Tuesday 13 January 2015

NIGERIA FOREIGN RELATIONS

Upon gaining independence in 1960, Nigeria made African unity the centrepiece of its foreign policy and played a leading role in the fight against the apartheid government in South Africa. One notable exception to the African focus was Nigeria's close relationship developed with Israel throughout the 1960s. The latter nation sponsored and oversaw the construction of Nigeria's parliament buildings.
Nigeria's foreign policy was tested in the 1970s after the country emerged united from its own civil war. It supported movements against white minority governments in the Southern Africa sub-region. Nigeria backed the African National Congress (ANC) by taking a committed tough line with regard to the South African government and their military actions in southern Africa. Nigeria was also a founding member of the Organisation for African Unity (now the African Union), and has tremendous influence in West Africa and Africa on the whole. Nigeria has additionally founded regional cooperative efforts in West Africa, functioning as standard-bearer for the Economic Community of West African States (ECOWAS) and ECOMOG, economic and military organisations, respectively.
With this African-centred stance, Nigeria readily sent troops to the Congo at the behest of the United Nations shortly after independence (and has maintained membership since that time). Nigeria also supported several Pan African and pro-self government causes in the 1970s, including garnering support for Angola's MPLASWAPO in Namibia, and aiding opposition to the minority governments of Portuguese Mozambique, and Rhodesia.
Nigeria retains membership in the Non-Aligned Movement. In late November 2006, it organised an Africa-South America Summit in Abuja to promote what some attendees termed "South-South" linkages on a variety of fronts. Nigeria is also a member of the International Criminal Court, and the Commonwealth of Nations. It was temporarily expelled from the latter in 1995 when ruled by the Abacha regime.

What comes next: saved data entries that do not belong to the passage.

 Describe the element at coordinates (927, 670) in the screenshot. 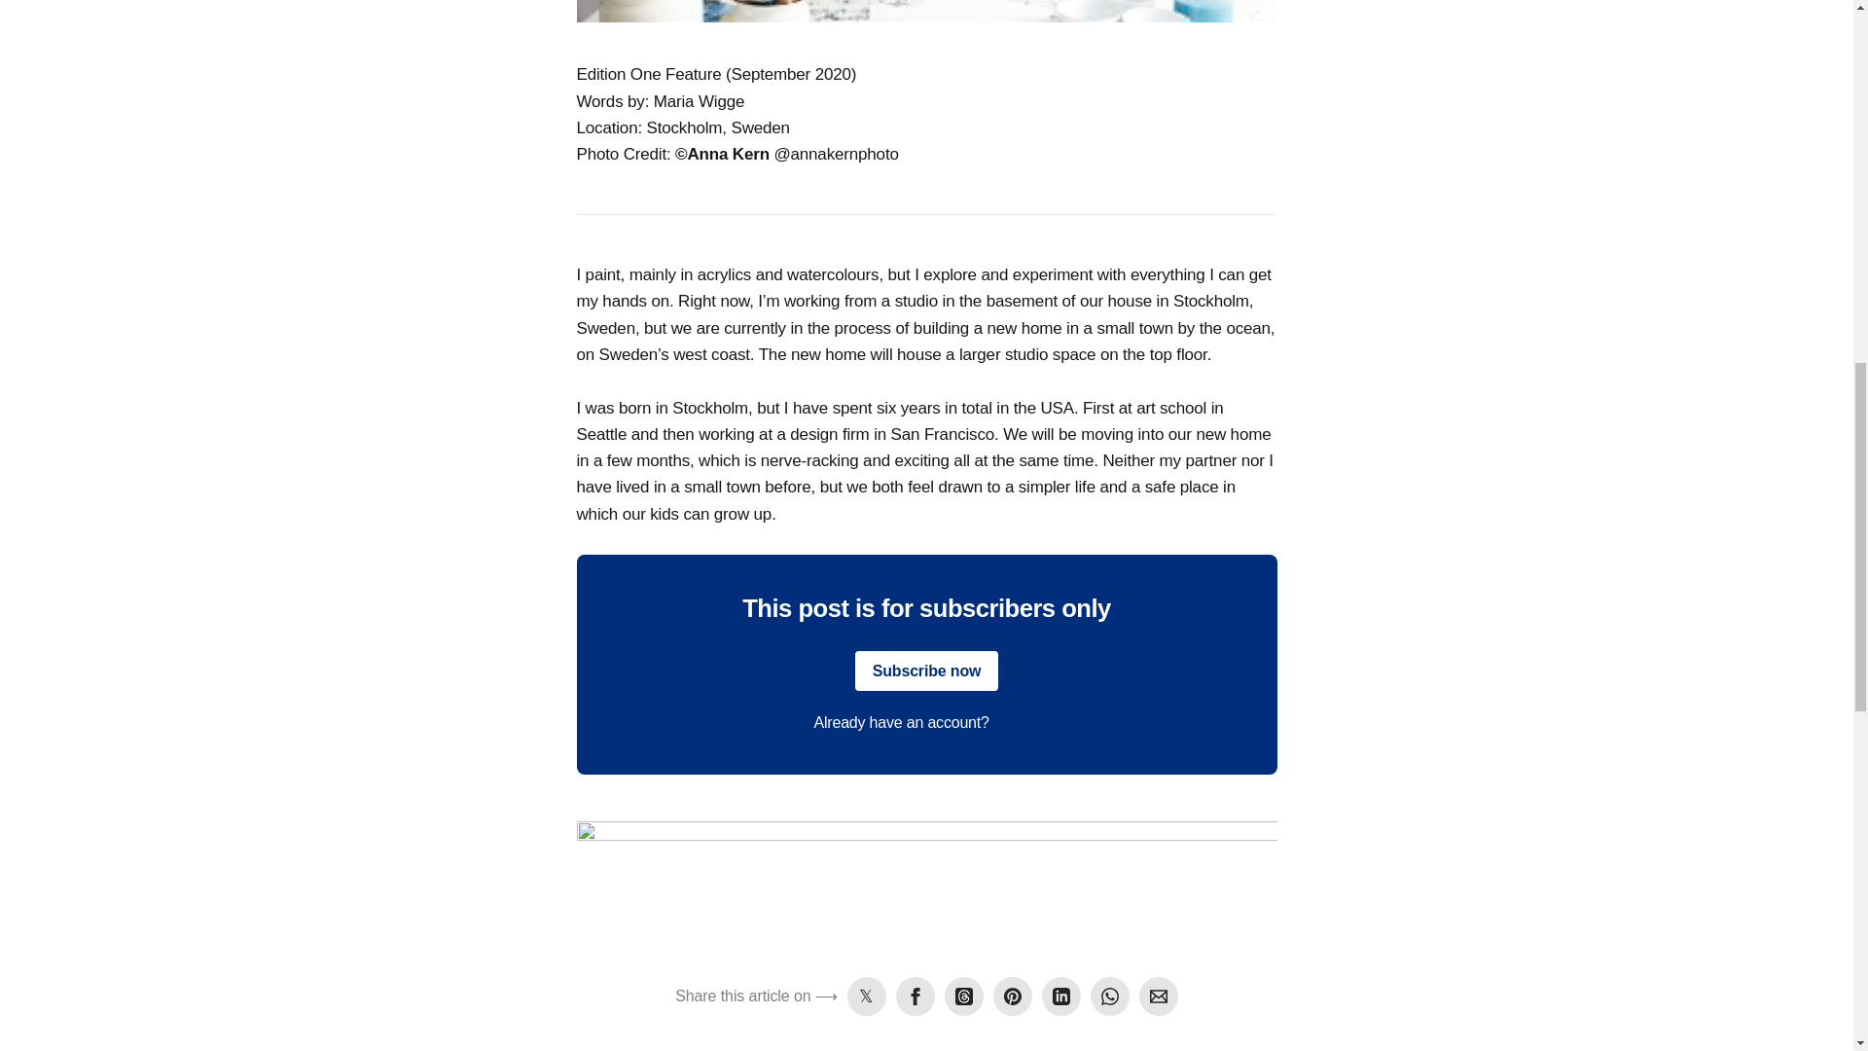

I see `Subscribe now` at that location.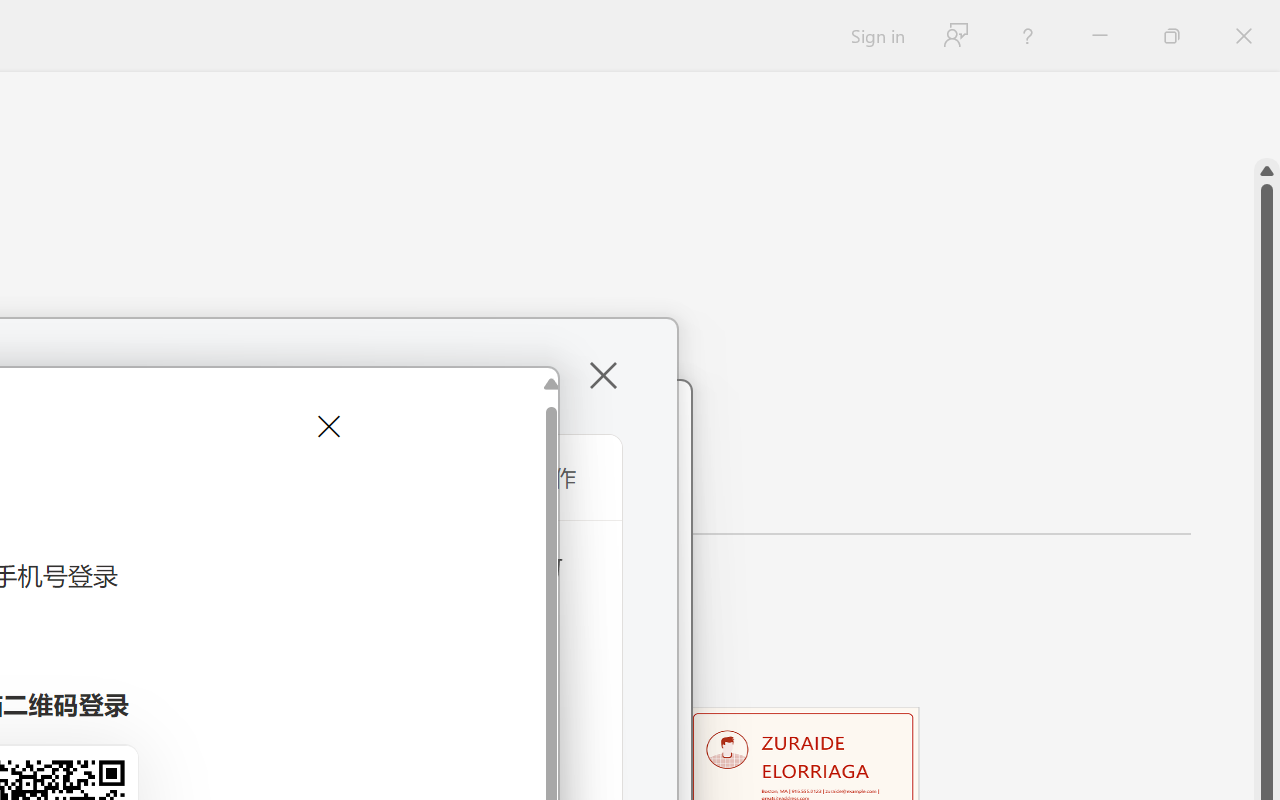 Image resolution: width=1280 pixels, height=800 pixels. What do you see at coordinates (1267, 171) in the screenshot?
I see `Line up` at bounding box center [1267, 171]. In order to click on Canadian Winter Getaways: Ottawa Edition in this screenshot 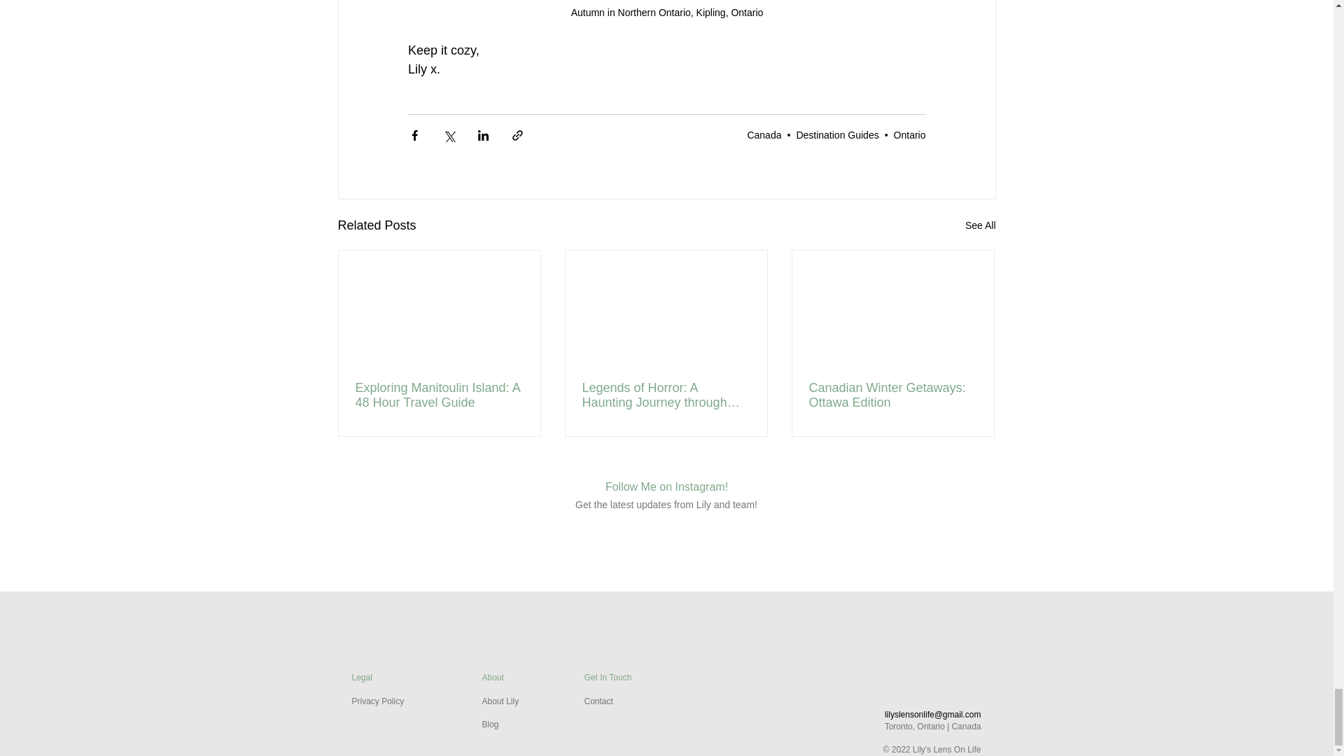, I will do `click(893, 396)`.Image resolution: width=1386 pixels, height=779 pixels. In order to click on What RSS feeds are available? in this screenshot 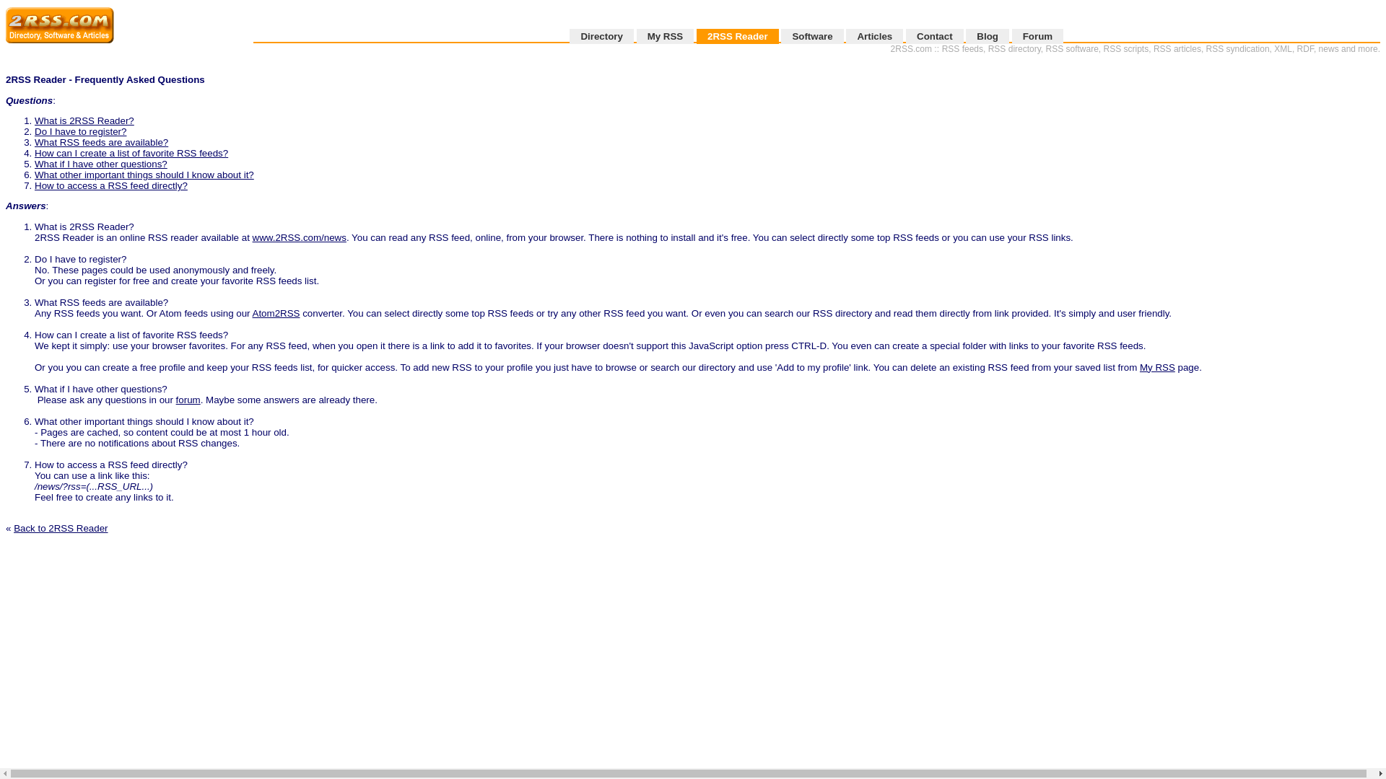, I will do `click(101, 143)`.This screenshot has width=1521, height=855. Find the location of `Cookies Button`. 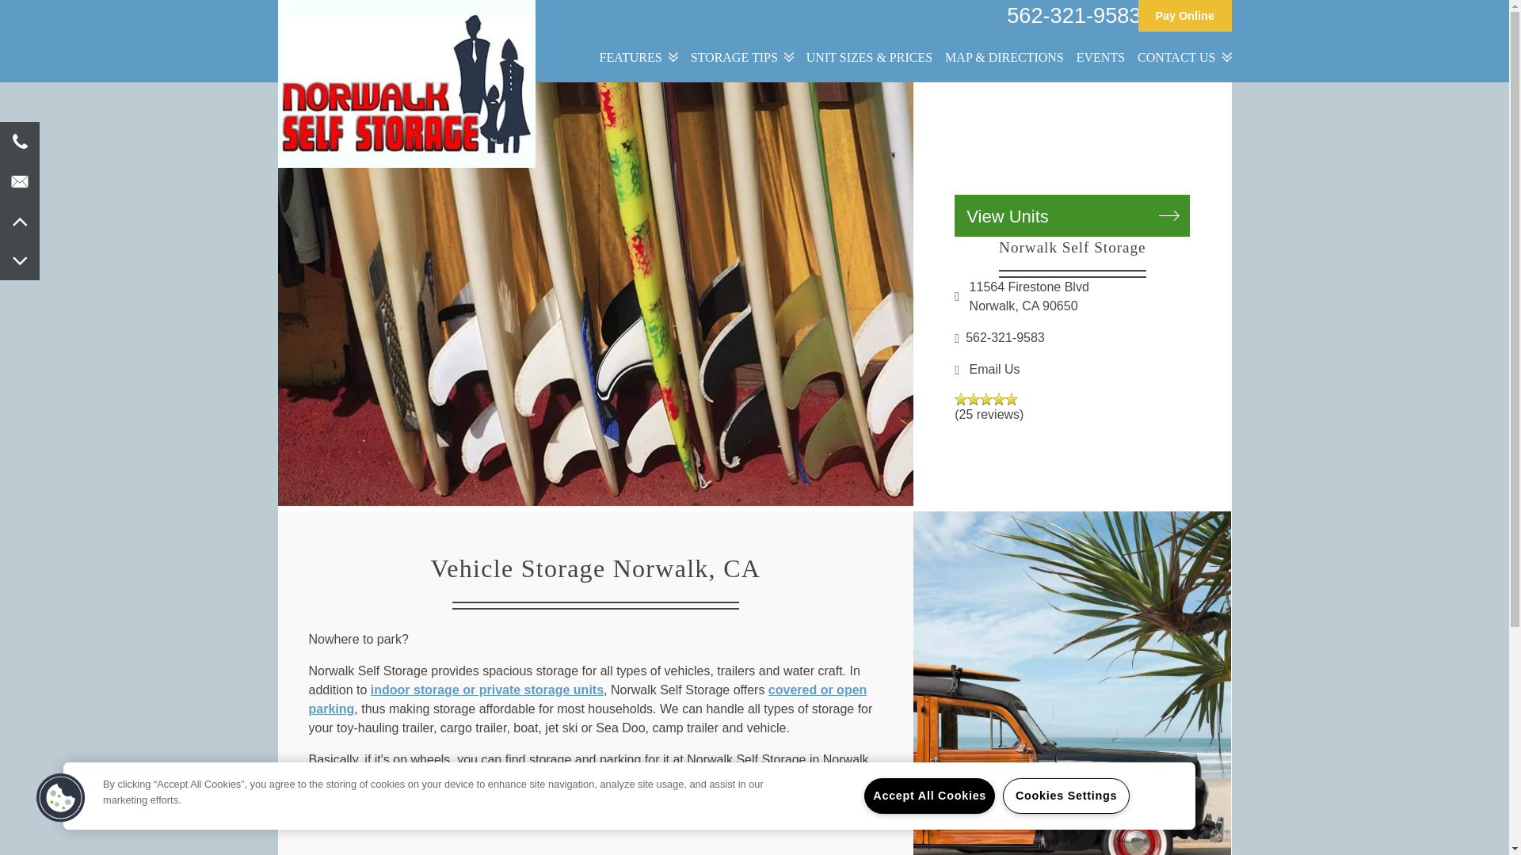

Cookies Button is located at coordinates (60, 798).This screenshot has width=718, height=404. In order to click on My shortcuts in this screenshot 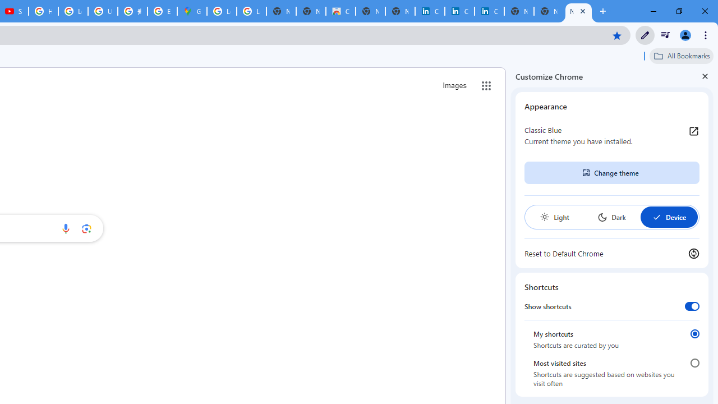, I will do `click(694, 333)`.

Nigeria has remained a key player in the international oil industry since the 1970s, and maintains membership in Organization of the Petroleum Exporting Countries (OPEC), which it joined in July 1971. Its status as a major petroleum producer figures prominently in its sometimes volatile international relations with both developed countries, notably the United States, and the developing countries of China, Jamaica, and Ghana and Kenya in Africa.
Millions of Nigerians have emigrated at times of economic hardship, primarily to Europe, North America and Australia. It is estimated that over a million Nigerians have emigrated to the United States and constitute the Nigerian American populace. Individuals in many such Diasporic communities have joined the "Egbe Omo Yoruba" society, a national association of Yoruba descendants in North America.